IMAN Chairman welcomes move by Norway to exile hate preacher
Martes, 3 Febrero 2015
Norway exiles convicted hate preacher to remote village 300 miles from the capital after ignoring lawyer's claims he had a right to family life
DAILY MAIL
A court in Norway has banished a convicted 'hate preacher' to a remote village after ignoring his lawyer's claims that he had a right to a family life.
Police have been given the green light to exile Mullah Krekar to a refugee centre in a village of 2,500 people situated 300 miles from the capital Oslo.
The mullah, 58, who has been living in Norway since 1991, founded the radical Islamist group Ansar al-Islam.
A court in Norway has banished convicted 'hate preacher' Mullah Krekar (pictured) to a remote village after ignoring his lawyer's claims he had a right to a family life.
He was released from prison at the end of January after serving a two-year, 10-month sentence for making threats against Prime Minister Erna Solberg, before she came to office, and three Kurds.
The police had invoked special measures to order Krekar, whose real name is Najmeddine Faraj Ahmad, to live in a refugee unit in the remote community of Kyrksaeteroera.
The defence had argued that the court needed to examine the legality of the decision, which prohibits the married father of four from leaving the village and which requires him to report to local police three times a week.
'With some misgivings, the court considers that the basic national interest, at least until 31 December 2015, must take precedence over Faraj's right to a family life, freedom to move freely throughout the country and to choose his own place of residence,' read the court's decision.
The mullah, 58, who has been living in Norway since 1991, founded the radical Islamist group Ansar al-Islam
Police have been given the green light to exile Iraqi Kurd Mullah Krekar to a refugee centre in a village of 2,500 people situated 300 miles from the capital Oslo.
Krekar's lawyer, Brynjar Meling, appealed the decision and asked that it be suspended pending review.
Krekar has been living under risk of deportation since 2003 after Norwegian authorities ordered him to be expelled, claiming he posed a threat to national security.
While Norway's court system has upheld the ruling, Norwegian law bars him from being deported to Iraq, where he risks the death penalty.
While Krekar acknowledges having co-founded Ansar al-Islam, he insists he has not led the group since 2002.
The preacher and the group Ansar al-Islam figure on United Nations and U.S. lists of terrorist groups or individuals.
Responding to the news, IMAN Chairman, Ribal Al-Assad said:
"I fully support this move by the Norwegian government to exile this hate preacher to a remote refuge centre 300 miles away from the capital.
This man is extremely dangerous and has no place among the general public, his abhorrent views do not belong in todays world and he is a threat to thousands of innocent people.
It is absolutely vital that the rest of the international community follow Norway's lead; in order to fight the global problem of extremism hate preachers and terrorist organisations have to be robustly confronted in their home nations - exiling them out of the general public is certainly a way to achieve this.
It is also vital that all extremist websites, satellite TV stations and media outlets are shut down and the people behind them brought to justice - any country which harbours such extremist channels should also be held to account.
Only with a strong united approach can the cancer of extremism be addressed, this is perhaps the single greatest threat that the world today faces and it is imperative that serious action is taken to stop this heinous ideology from spreading."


= TASK OBJECTIVE =
Write out word for word the lines from the one holding "Find all labels, buttons, inputs, and" through the end of the data, and only those lines. Pictures stay out.

= Dataset listings of figures =
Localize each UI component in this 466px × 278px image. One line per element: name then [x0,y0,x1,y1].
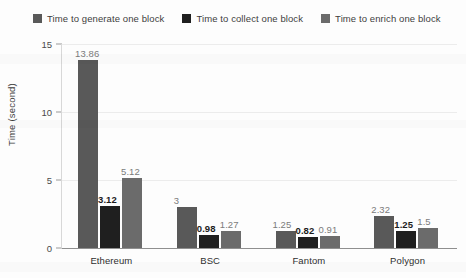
legend-label-collect: Time to collect one block [196,13,303,24]
bar-fantom-collect[interactable]: 0.82 [298,44,318,248]
bar-value-ethereum-collect: 3.12 [98,194,117,205]
x-tick-label-bsc: BSC [161,255,260,266]
bar-rect[interactable] [100,206,120,248]
legend-label-enrich: Time to enrich one block [335,13,441,24]
bar-fantom-generate[interactable]: 1.25 [276,44,296,248]
legend-item-collect: Time to collect one block [182,13,303,24]
x-tick-label-ethereum: Ethereum [62,255,161,266]
bar-value-polygon-collect: 1.25 [394,219,413,230]
bar-ethereum-enrich[interactable]: 5.12 [122,44,142,248]
bar-bsc-generate[interactable]: 3 [177,44,197,248]
bar-value-polygon-enrich: 1.5 [417,216,431,227]
bar-rect[interactable] [199,235,219,248]
legend-swatch-enrich-icon [321,14,330,23]
y-tick-label-0: 0 [47,243,52,254]
bar-group-fantom: 1.250.820.91Fantom [260,44,359,248]
legend-item-generate: Time to generate one block [33,13,164,24]
bar-value-bsc-enrich: 1.27 [220,219,239,230]
bar-polygon-enrich[interactable]: 1.5 [418,44,438,248]
bar-rect[interactable] [396,231,416,248]
bar-value-bsc-collect: 0.98 [197,223,216,234]
bar-value-fantom-generate: 1.25 [273,219,292,230]
bar-value-ethereum-generate: 13.86 [75,48,99,59]
bar-rect[interactable] [276,231,296,248]
bar-group-ethereum: 13.863.125.12Ethereum [62,44,161,248]
legend-item-enrich: Time to enrich one block [321,13,441,24]
bar-bsc-enrich[interactable]: 1.27 [221,44,241,248]
bar-rect[interactable] [122,178,142,248]
bar-rect[interactable] [177,207,197,248]
legend-label-generate: Time to generate one block [47,13,164,24]
bar-rect[interactable] [78,60,98,248]
x-tick-label-fantom: Fantom [260,255,359,266]
bar-rect[interactable] [298,237,318,248]
y-tick-label-15: 15 [41,39,52,50]
bar-group-polygon: 2.321.251.5Polygon [358,44,457,248]
bar-polygon-generate[interactable]: 2.32 [374,44,394,248]
bar-rect[interactable] [418,228,438,248]
y-tick-label-10: 10 [41,107,52,118]
bar-group-bsc: 30.981.27BSC [161,44,260,248]
bar-rect[interactable] [374,216,394,248]
bar-polygon-collect[interactable]: 1.25 [396,44,416,248]
x-tick-label-polygon: Polygon [358,255,457,266]
bar-value-polygon-generate: 2.32 [371,204,390,215]
bar-value-fantom-enrich: 0.91 [319,224,338,235]
y-tick-label-5: 5 [47,175,52,186]
bar-rect[interactable] [320,236,340,248]
y-axis: 15 10 5 0 [0,44,62,248]
bar-value-fantom-collect: 0.82 [296,225,315,236]
bar-value-bsc-generate: 3 [174,195,179,206]
bar-bsc-collect[interactable]: 0.98 [199,44,219,248]
bar-rect[interactable] [221,231,241,248]
bar-ethereum-collect[interactable]: 3.12 [100,44,120,248]
bar-fantom-enrich[interactable]: 0.91 [320,44,340,248]
legend-swatch-generate-icon [33,14,42,23]
legend-swatch-collect-icon [182,14,191,23]
chart-screenshot: Time to generate one block Time to colle… [0,0,466,278]
bar-value-ethereum-enrich: 5.12 [121,166,140,177]
chart-legend: Time to generate one block Time to colle… [33,13,459,24]
plot-area: 13.863.125.12Ethereum30.981.27BSC1.250.8… [62,44,457,248]
bar-ethereum-generate[interactable]: 13.86 [78,44,98,248]
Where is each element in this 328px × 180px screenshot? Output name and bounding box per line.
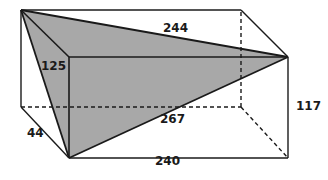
hidden-edge-bottom-right-depth: [241, 107, 288, 158]
dimension-label-240: 240: [155, 155, 180, 167]
dimension-label-117: 117: [296, 100, 321, 112]
geometry-figure: 244 125 117 267 44 240: [0, 0, 328, 180]
dimension-label-267: 267: [160, 113, 185, 125]
dimension-label-125: 125: [41, 60, 66, 72]
dimension-label-44: 44: [27, 127, 44, 139]
dimension-label-244: 244: [163, 22, 188, 34]
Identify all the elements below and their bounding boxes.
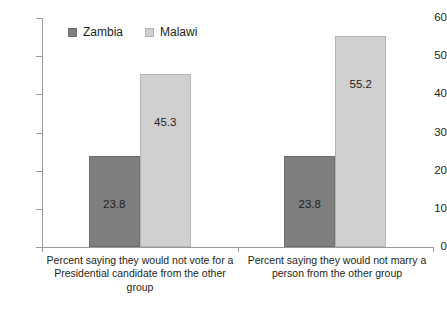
bar-value-label: 23.8 (285, 199, 334, 211)
legend-item-zambia[interactable]: Zambia (68, 26, 123, 38)
bar-chart: 0102030405060 23.845.323.855.2 Zambia Ma… (0, 0, 447, 309)
plot-area: 23.845.323.855.2 (42, 18, 433, 247)
category-label-1: Percent saying they would not marry a pe… (240, 254, 434, 281)
x-axis-tick (433, 247, 434, 252)
legend-swatch-zambia-icon (68, 28, 77, 37)
bar-value-label: 45.3 (141, 117, 190, 129)
bar-malawi-group-0[interactable]: 45.3 (140, 74, 191, 247)
x-axis-tick (238, 247, 239, 252)
bar-value-label: 23.8 (90, 199, 139, 211)
legend-item-malawi[interactable]: Malawi (145, 26, 197, 38)
bar-zambia-group-1[interactable]: 23.8 (284, 156, 335, 247)
category-label-0: Percent saying they would not vote for a… (46, 254, 234, 294)
x-axis-tick (42, 247, 43, 252)
bar-malawi-group-1[interactable]: 55.2 (335, 36, 386, 247)
legend-label-zambia: Zambia (83, 26, 123, 38)
bar-value-label: 55.2 (336, 79, 385, 91)
bar-zambia-group-0[interactable]: 23.8 (89, 156, 140, 247)
legend-swatch-malawi-icon (145, 28, 154, 37)
chart-legend: Zambia Malawi (68, 26, 197, 38)
legend-label-malawi: Malawi (160, 26, 197, 38)
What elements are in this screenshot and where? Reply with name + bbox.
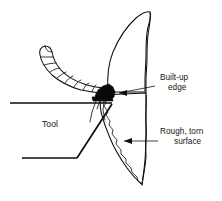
built-up-edge-label-line1: Built-up (160, 73, 189, 82)
cutting-tool (10, 103, 112, 158)
chip-curl (40, 46, 108, 93)
diagram-canvas: Built-up edge Rough, torn surface Tool (0, 0, 222, 201)
built-up-edge-diagram: Built-up edge Rough, torn surface Tool (0, 0, 222, 201)
tool-label: Tool (42, 119, 58, 129)
rough-torn-surface-label-line1: Rough, torn (160, 127, 204, 136)
rough-torn-surface-label-line2: surface (174, 137, 202, 146)
built-up-edge-label-line2: edge (168, 83, 187, 92)
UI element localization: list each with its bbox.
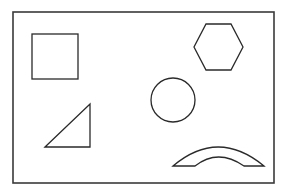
frame-border — [13, 12, 274, 183]
arch-shape — [173, 147, 264, 166]
triangle-shape — [45, 104, 90, 147]
hexagon-shape — [194, 24, 243, 70]
shapes-diagram — [0, 0, 289, 188]
circle-shape — [151, 78, 195, 122]
square-shape — [32, 34, 78, 79]
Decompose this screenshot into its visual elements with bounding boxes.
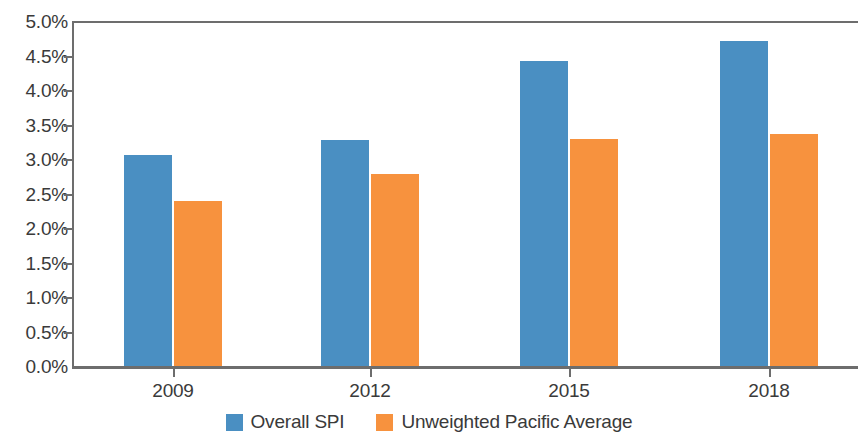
- bar-2018-overall-spi: [720, 41, 768, 367]
- y-axis-tick-label: 3.5%: [25, 113, 68, 139]
- y-axis-tick-mark: [64, 90, 72, 92]
- x-axis-tick-mark: [173, 369, 175, 377]
- plot-area: [74, 22, 858, 367]
- bar-2018-unweighted-pacific-average: [770, 134, 818, 367]
- y-axis-tick-label: 2.0%: [25, 216, 68, 242]
- legend-item[interactable]: Overall SPI: [226, 410, 345, 434]
- y-axis-tick-mark: [64, 125, 72, 127]
- y-axis-tick-mark: [64, 228, 72, 230]
- y-axis-tick-mark: [64, 194, 72, 196]
- bar-2009-unweighted-pacific-average: [174, 201, 222, 367]
- x-axis-tick-mark: [370, 369, 372, 377]
- y-axis-tick-label: 1.0%: [25, 285, 68, 311]
- y-axis-tick-label: 4.5%: [25, 44, 68, 70]
- legend-item-label: Unweighted Pacific Average: [401, 410, 632, 434]
- bar-2015-unweighted-pacific-average: [570, 139, 618, 367]
- legend-item[interactable]: Unweighted Pacific Average: [376, 410, 632, 434]
- y-axis-tick-label: 3.0%: [25, 147, 68, 173]
- bar-2012-unweighted-pacific-average: [371, 174, 419, 367]
- y-axis-tick-label: 5.0%: [25, 9, 68, 35]
- legend-swatch-orange-icon: [376, 414, 393, 431]
- legend-swatch-blue-icon: [226, 414, 243, 431]
- y-axis-tick-mark: [64, 56, 72, 58]
- y-axis-tick-mark: [64, 297, 72, 299]
- x-axis-line: [72, 366, 858, 369]
- chart-legend: Overall SPIUnweighted Pacific Average: [0, 410, 858, 434]
- y-axis-tick-label: 2.5%: [25, 182, 68, 208]
- y-axis-tick-label: 0.0%: [25, 354, 68, 380]
- x-axis-tick-mark: [569, 369, 571, 377]
- y-axis-tick-mark: [64, 332, 72, 334]
- x-axis-tick-label: 2012: [310, 378, 430, 404]
- x-axis-tick-label: 2009: [113, 378, 233, 404]
- bar-chart: 5.0%4.5%4.0%3.5%3.0%2.5%2.0%1.5%1.0%0.5%…: [0, 0, 858, 440]
- x-axis-tick-mark: [769, 369, 771, 377]
- x-axis-tick-label: 2018: [709, 378, 829, 404]
- bar-2012-overall-spi: [321, 140, 369, 367]
- x-axis-tick-label: 2015: [509, 378, 629, 404]
- y-axis-tick-label: 1.5%: [25, 251, 68, 277]
- legend-item-label: Overall SPI: [251, 410, 345, 434]
- y-axis-tick-label: 0.5%: [25, 320, 68, 346]
- bar-2015-overall-spi: [520, 61, 568, 367]
- y-axis-tick-mark: [64, 159, 72, 161]
- bar-2009-overall-spi: [124, 155, 172, 367]
- y-axis-tick-label: 4.0%: [25, 78, 68, 104]
- y-axis-tick-mark: [64, 263, 72, 265]
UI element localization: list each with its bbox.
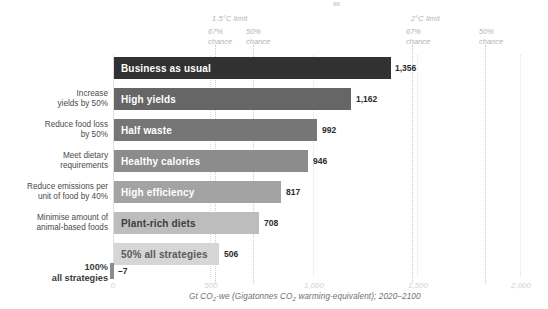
chance-word: chance	[406, 37, 430, 47]
limit-title-1p5c: 1.5°C limit	[212, 14, 247, 23]
bar-100pct-all-strategies[interactable]	[110, 263, 114, 279]
chart-row: Business as usual 1,356	[0, 57, 548, 79]
bar-label: High efficiency	[121, 187, 194, 198]
chart-row: Reduce food loss by 50% Half waste 992	[0, 119, 548, 141]
chance-pct: 50%	[246, 27, 270, 37]
bar-value: –7	[118, 266, 127, 276]
chance-pct: 67%	[208, 27, 232, 37]
bar-value: 817	[286, 187, 300, 197]
bar-value: 1,356	[395, 63, 416, 73]
bar-label: 50% all strategies	[121, 249, 208, 260]
chart-row: Increase yields by 50% High yields 1,162	[0, 88, 548, 110]
xtick-label: 500	[204, 281, 217, 290]
chance-word: chance	[208, 37, 232, 47]
row-description: Reduce emissions per unit of food by 40%	[0, 182, 108, 202]
chance-label-1p5c-50: 50% chance	[246, 27, 270, 46]
bar-high-yields[interactable]: High yields	[114, 88, 351, 110]
chart-row-final: 100% all strategies –7	[0, 262, 548, 282]
chance-word: chance	[479, 37, 503, 47]
row-description: Reduce food loss by 50%	[0, 120, 108, 140]
xtick-label: 1,500	[408, 281, 428, 290]
bar-half-waste[interactable]: Half waste	[114, 119, 317, 141]
xtick-label: 0	[111, 281, 115, 290]
bar-value: 506	[224, 249, 238, 259]
row-description: Increase yields by 50%	[0, 89, 108, 109]
caption-sub-2: 2	[293, 296, 296, 302]
caption-suffix: warming-equivalent); 2020–2100	[296, 292, 421, 301]
caption-prefix: Gt CO	[189, 292, 213, 301]
limit-title-2c: 2°C limit	[411, 14, 440, 23]
bar-value: 992	[322, 125, 336, 135]
bar-healthy-calories[interactable]: Healthy calories	[114, 150, 308, 172]
axis-caption: Gt CO2-we (Gigatonnes CO2 warming-equiva…	[189, 292, 421, 301]
chance-pct: 50%	[479, 27, 503, 37]
row-description: Meet dietary requirements	[0, 151, 108, 171]
chance-word: chance	[246, 37, 270, 47]
bar-label: Plant-rich diets	[121, 218, 196, 229]
bar-value: 708	[264, 218, 278, 228]
chart-row: Minimise amount of animal-based foods Pl…	[0, 212, 548, 234]
chance-label-2c-50: 50% chance	[479, 27, 503, 46]
caption-sub-1: 2	[213, 296, 216, 302]
chance-label-2c-67: 67% chance	[406, 27, 430, 46]
xtick-label: 1,000	[304, 281, 324, 290]
bar-business-as-usual[interactable]: Business as usual	[114, 57, 391, 79]
chart-row: Reduce emissions per unit of food by 40%…	[0, 181, 548, 203]
top-artifact	[333, 2, 340, 6]
bar-plant-rich-diets[interactable]: Plant-rich diets	[114, 212, 259, 234]
bar-high-efficiency[interactable]: High efficiency	[114, 181, 281, 203]
bar-label: Business as usual	[121, 63, 211, 74]
chart-page: 1.5°C limit 2°C limit 67% chance 50% cha…	[0, 0, 548, 309]
row-description: Minimise amount of animal-based foods	[0, 213, 108, 233]
row-description: 100% all strategies	[0, 262, 108, 284]
chance-pct: 67%	[406, 27, 430, 37]
chart-row: Meet dietary requirements Healthy calori…	[0, 150, 548, 172]
caption-mid: -we (Gigatonnes CO	[216, 292, 292, 301]
bar-label: Healthy calories	[121, 156, 200, 167]
bar-value: 1,162	[356, 94, 377, 104]
bar-value: 946	[313, 156, 327, 166]
bar-label: Half waste	[121, 125, 172, 136]
bar-label: High yields	[121, 94, 176, 105]
xtick-label: 2,000	[511, 281, 531, 290]
chance-label-1p5c-67: 67% chance	[208, 27, 232, 46]
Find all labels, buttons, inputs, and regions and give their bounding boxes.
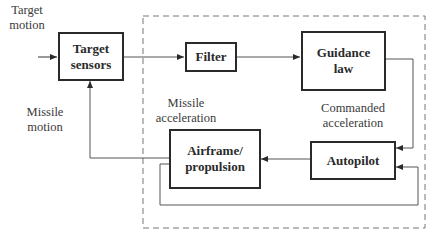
missile-motion-label: Missile motion — [20, 105, 70, 135]
target-sensors-label: Target sensors — [71, 41, 111, 73]
airframe-propulsion-block: Airframe/ propulsion — [169, 129, 261, 189]
guidance-law-label: Guidance law — [317, 45, 370, 77]
autopilot-block: Autopilot — [310, 141, 396, 180]
autopilot-label: Autopilot — [327, 153, 380, 169]
commanded-acceleration-label: Commanded acceleration — [310, 101, 396, 131]
guidance-law-block: Guidance law — [301, 31, 386, 91]
missile-acceleration-label: Missile acceleration — [148, 96, 224, 126]
filter-block: Filter — [185, 42, 237, 72]
target-sensors-block: Target sensors — [58, 32, 124, 81]
target-motion-label: Target motion — [2, 3, 52, 33]
filter-label: Filter — [195, 49, 226, 65]
airframe-propulsion-label: Airframe/ propulsion — [185, 143, 245, 175]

= WRITTEN ANSWER =
Find all labels, buttons, inputs, and regions and give their bounding boxes.
missile-motion-label: Missile motion — [20, 105, 70, 135]
target-sensors-label: Target sensors — [71, 41, 111, 73]
airframe-propulsion-block: Airframe/ propulsion — [169, 129, 261, 189]
guidance-law-label: Guidance law — [317, 45, 370, 77]
autopilot-block: Autopilot — [310, 141, 396, 180]
autopilot-label: Autopilot — [327, 153, 380, 169]
commanded-acceleration-label: Commanded acceleration — [310, 101, 396, 131]
guidance-law-block: Guidance law — [301, 31, 386, 91]
missile-acceleration-label: Missile acceleration — [148, 96, 224, 126]
filter-block: Filter — [185, 42, 237, 72]
target-sensors-block: Target sensors — [58, 32, 124, 81]
target-motion-label: Target motion — [2, 3, 52, 33]
filter-label: Filter — [195, 49, 226, 65]
airframe-propulsion-label: Airframe/ propulsion — [185, 143, 245, 175]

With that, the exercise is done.